Born into poverty in St. Louis on Nov. 30, 1927, Robert Peters Williams (he would later change his surname to its French translation because he “wanted something different”) was raised by his loving, strict grandmother, who sent him to Catholic school. In his autobiography, Guillaume: A Life, Guillaume said that his mother, an alcoholic and a prostitute, rejected him because of his dark skin.
His academic talents carried him to St. Louis University and Washington University, although his studies were interrupted by service in the U.S. Army.
After leaving school, Guillaume began honing his acting skills with the Karamu Players troupe in Cleveland, where he performed in musical comedies and opera. In 1959, he toured with the Broadway musical Free and Easy, but his official debut on Broadway came in 1961 in Kwamina.
That performance was followed by stage roles in Golden Boy and Tambourines to Glory. He received a Tony Award nomination in 1976 for his performance as Nathan Detroit in an all-black production of Guys and Dolls. Years later, in 1990, he caused a stir—and triumphed—when he became the first black actor to play the lead role in The Phantom of the Opera, succeeding Michael Crawford.
The multifaceted performer, however, made his biggest cultural impact on television, starting with guest appearances on sitcoms such as Good Times, The Jeffersons and Sanford and Son. From 1977 to 1979, he was a regular in the ABC series Soap, playing the sarcastic, intellectually adept family butler Benson DuBois.

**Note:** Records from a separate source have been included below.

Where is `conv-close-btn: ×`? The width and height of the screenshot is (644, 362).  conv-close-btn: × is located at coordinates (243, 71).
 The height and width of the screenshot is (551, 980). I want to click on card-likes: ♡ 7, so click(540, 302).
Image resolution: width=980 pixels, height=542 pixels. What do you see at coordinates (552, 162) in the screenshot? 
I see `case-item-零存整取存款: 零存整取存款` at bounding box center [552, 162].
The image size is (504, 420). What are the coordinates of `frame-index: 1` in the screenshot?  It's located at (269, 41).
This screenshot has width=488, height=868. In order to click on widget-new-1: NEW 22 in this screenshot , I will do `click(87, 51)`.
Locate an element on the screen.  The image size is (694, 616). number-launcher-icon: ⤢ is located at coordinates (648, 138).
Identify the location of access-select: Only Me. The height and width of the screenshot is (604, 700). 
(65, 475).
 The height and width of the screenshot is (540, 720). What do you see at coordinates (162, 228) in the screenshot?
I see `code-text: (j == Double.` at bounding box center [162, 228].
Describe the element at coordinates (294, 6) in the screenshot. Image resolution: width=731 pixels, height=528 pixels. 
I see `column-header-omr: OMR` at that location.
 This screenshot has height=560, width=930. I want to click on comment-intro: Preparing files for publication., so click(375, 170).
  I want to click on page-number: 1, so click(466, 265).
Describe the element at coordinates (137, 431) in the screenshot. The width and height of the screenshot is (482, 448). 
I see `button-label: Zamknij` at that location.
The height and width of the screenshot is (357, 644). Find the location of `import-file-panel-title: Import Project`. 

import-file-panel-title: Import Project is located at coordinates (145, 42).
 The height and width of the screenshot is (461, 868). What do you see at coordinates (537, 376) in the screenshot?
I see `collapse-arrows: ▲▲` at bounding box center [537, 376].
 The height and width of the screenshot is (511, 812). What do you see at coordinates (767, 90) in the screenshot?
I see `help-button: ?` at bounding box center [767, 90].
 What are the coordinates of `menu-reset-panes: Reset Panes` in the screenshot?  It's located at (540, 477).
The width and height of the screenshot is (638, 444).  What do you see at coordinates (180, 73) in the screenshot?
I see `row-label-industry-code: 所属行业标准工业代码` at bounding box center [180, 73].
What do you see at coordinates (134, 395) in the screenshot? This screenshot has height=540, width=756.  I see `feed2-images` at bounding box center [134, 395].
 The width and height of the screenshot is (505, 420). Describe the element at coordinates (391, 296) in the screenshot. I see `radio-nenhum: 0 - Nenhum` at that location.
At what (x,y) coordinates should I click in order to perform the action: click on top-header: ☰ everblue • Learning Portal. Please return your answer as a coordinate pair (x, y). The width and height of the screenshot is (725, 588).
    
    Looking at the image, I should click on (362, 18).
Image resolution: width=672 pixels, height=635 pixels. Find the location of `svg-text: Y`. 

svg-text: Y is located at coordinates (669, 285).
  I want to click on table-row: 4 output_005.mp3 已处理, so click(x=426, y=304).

Guillaume proved himself a definite scene-stealer, and the network decided to create a new series around the character in 1979. In Benson, which ran until 1986, the butler worked in a governor’s mansion. Although Benson was never subservient, there was still the undeniable reality that a black man was playing a servant. (On the other hand, Benson received a number of promotions—eventually becoming lieutenant governor.)
His TV work earned him two Emmys: one for his work in Soap, for best supporting actor in a comedy, in 1979; and another for his work in Benson, for best lead comedy actor, in 1985. (To date, Guillaume remains the only black American actor to win the award for lead comedy actor.)
Among his other TV performances, from 1998 to 2000, he played TV executive Isaac Jaffe on Aaron Sorkin’s Sports Night. While filming an episode of the critically acclaimed show, Guillaume suffered a stroke but returned to work within three weeks, using a cane.
Guillaume appeared in a number of films, including the 1987 Morgan Freeman showcase Lean on Me. He was also the voice of Rafiki in the 1994 movie The Lion King, for which he won a Grammy Award.
He and his wife, Donna Brown Guillaume, produced You Must Remember This for PBS in 1992—which was nominated for a Daytime Emmy—and the multicultural animated HBO series Happily Ever After: Fairy Tales for Every Child, which he also narrated, in 1995.
The thoughtful artist, who received four NAACP Image Awards, talked to the Chicago Tribune in 1972 about his struggle with self-esteem and racial pride: “As a black man, I’d been in a kind of wilderness. I did not know I did not like being black. I thought I had the whole thing together.” He also told Parade magazine, “It gets me crazy, the assumption that being black and poor is our own fault … I’ll never forget where I came from and how I got here.”
In his remarkably candid autobiography, published in 2002, he recounted everything from his complicated relationships with women—starting with his mother and continuing with his three wives—to the devastation of losing a son, one of his five children, to AIDS.
His native St. Louis honored Guillaume with a star on the city’s Walk of Fame in 1999. When Tennessee State University presented him with the Distinguished Achievement Award in 1992, Guillaume told the graduates during the commencement address, “Do not use any facet of yourself that you perceive as a handicap as an excuse ... be prepared to go over, through and around.”
Monée Fields-White is a freelance writer and editor based in Los Angeles.